The Ancient "Hotwife" Culture Who Loved Wife-Swapping
What the Romans had to say about the Etruscans leads us to believe they loved some familiar erotic dynamics.

This profound resignation makes you mine forever. I intend, tomorrow, to treat you to an orgy of delights, to make all your senses boil. I want you to behold me in pleasure’s throes; and I want to behold you in them; and when we are both very merry and very high from lewd sights and lewd doings, you shall be given the venom that is to put an end to the abhorrent existence of that contemptible creature I failed to avoid bringing into this world.
— Marquis de Sade; Juliette
A curious distortion happens when we look back on our distant past as a species, and a tendency to whitewash history flows naturally from us as readily as we intuit the sweetness of sugar or the bitterness of pure cocoa.
When we think of our parents or grandparents, we tend to think of them as asexual stoics belonging more to polite society than kinky bedrooms.
Yet, we know that for us to be here, sex must’ve transpired between them at some point.
Truthfully, there’s been a long arch of erotic trends that has spanned for millennia. As Abrahamic religions rose, sex was smitten by the iron fists of rulers, kings, and the Church. Now those religions have receded, and human sexuality is finally beginning to flourish again. For most people, it feels like we’re finally able to take our first full breath in centuries. And now, thanks to anthropological discoveries and the power of science, we can understand our ancestors and ancient cultures in a more intimate light.
It turns out they aren’t so different from us. If you held up ancient descriptions of human sexuality to contemporary human sexuality, you’d have many more similarities than differences. Ancient porn and modern porn are strikingly similar.
One place this is especially true is with the Ancient Etruscans.
Ancient Mediterranean Cultures
Ancient Mediterranean cultures liked to drink and have sex—a lot of it. In this, the prudish Romans were quite the exception. They were a hypermasculine culture that didn’t even give women their own names. Women took the feminized version of their family name. She was named in relation to her husband.
When the Romans encountered the Ancient Greeks, they were astonished at what they saw as “naked people playing all the time” and having drunken, sexually-charged festivals. The Greeks were somewhere in the middle when it came to sexual liberation. They weren’t anywhere near as strict as the patriarchal Romans. In Roman society, a man could kill his wife, which wasn’t even a crime.
The Etruscans were the polar opposite. They revered women.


Looking through the data, please report how many lines contain the string "matrix", giving nothing but the number.

=======

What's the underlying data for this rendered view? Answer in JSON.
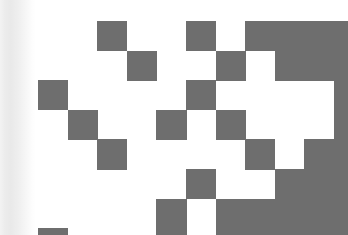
{
  "image": {
    "kind": "qr-code-fragment",
    "width": 348,
    "height": 235,
    "background_color": "#ffffff",
    "module_color": "#6e6e6e",
    "edge_shade_color": "#e9e9e9"
  },
  "grid": {
    "origin_x": 38,
    "origin_y": 21,
    "cell": 29.6,
    "cols": 11,
    "rows": 8,
    "description": "Cropped QR-style module matrix; 1 = dark module, 0 = light module.",
    "matrix": [
      [
        0,
        0,
        1,
        0,
        0,
        1,
        0,
        1,
        1,
        1,
        1
      ],
      [
        0,
        0,
        0,
        1,
        0,
        0,
        1,
        0,
        1,
        1,
        1
      ],
      [
        1,
        0,
        0,
        0,
        0,
        1,
        0,
        0,
        0,
        0,
        1
      ],
      [
        0,
        1,
        0,
        0,
        1,
        0,
        1,
        0,
        0,
        0,
        1
      ],
      [
        0,
        0,
        1,
        0,
        0,
        0,
        0,
        1,
        0,
        1,
        1
      ],
      [
        0,
        0,
        0,
        0,
        0,
        1,
        0,
        0,
        1,
        1,
        1
      ],
      [
        0,
        0,
        0,
        0,
        1,
        0,
        1,
        1,
        1,
        1,
        1
      ],
      [
        1,
        0,
        0,
        0,
        1,
        0,
        1,
        1,
        1,
        1,
        1
      ]
    ]
  },
  "overflow": {
    "description": "Dark modules that bleed past the right/bottom crop edge",
    "right_bleed_col": 11,
    "right_bleed_rows": [
      0,
      1,
      2,
      3,
      4,
      5,
      6,
      7
    ]
  }
}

=======

Solution
2